I have a script go.py
, which needs to run unit tests (with nose) on several different modules, each with their own virtual envs.
How can I activate each virtual env prior to testing, and deactivate it after?
i.e. I want to do this (pseudo-code):
for fn in functions_to_test:
activate(path_to_env)
run_test(fn)
deactivate()
Inside a virtual env, there is ./bin/activate_this.py
This does what I want. So in go.py
I say
import os
activate_this_file = os.path.join(env_dir,'bin/deactivate_this.py')
execfile(activate_this_file, dict(__file__=activate_this_file))
I've currently got run_test()
working using
suite_x = TestLoader().loadTestsFromName(test_module + ":" + test_class)
r = run(suite = suite_x, argv = [sys.argv[0], "--verbosity=0", "-s"])
This is the part that I can't figure out.

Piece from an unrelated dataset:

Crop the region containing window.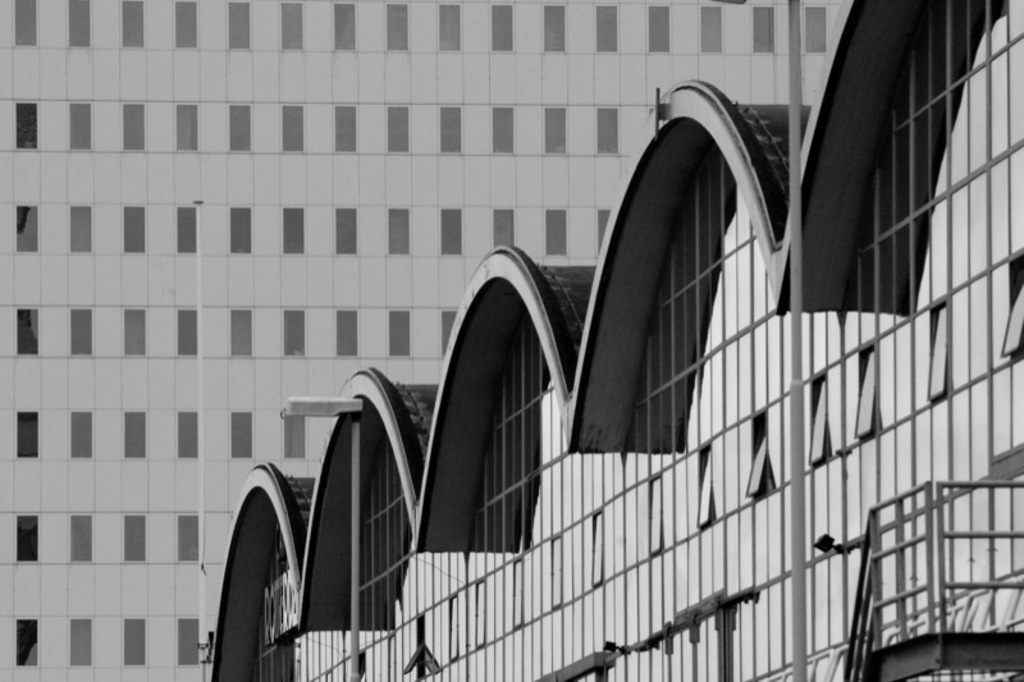
Crop region: (left=20, top=516, right=38, bottom=563).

What's the deactivation equivalent of env/bin/activate_this.py
?
Each module will be uploaded to AWS by go.py
as a lambda function. (Where 'lambda function' has a specific meaning in an AWS context, and is not related to lambda x:foo(x)
)
I want go.py
to run unit tests on each lambda function, inside their respective virtual env (since they'll be executed in those virtual envs once deployed to AWS). Each lambda function uses different libraries, hence they have different virtual envs.
The activate_this.py
script is not meant to be used to switch virtual environments in the middle of a computation. It is meant to be used ASAP at the start of your process and not be touched ever again. If you look at the content of the script you'll see that it does not take care to record anything for a future deactivation. Once the activate_this.py
script is done, what the state of the interpreter was before the script started is lost. Moreover the documentation also warns (with emphasis added):
Also, this cannot undo the activation of other environments, or modules that have been imported. You shouldn’t try to, for instance, activate an environment before a web request; you should activate one environment as early as possible, and not do it again in that process.
Instead of the approach you were hoping to use, I'd have the orchestrator spawn the python interpreter (with subprocess
) that is specific to the virtual environment that needs to be used and pass to it the test runner ("nosetests", presumably) with the arguments needed for it to find the tests it needs to run in that environment.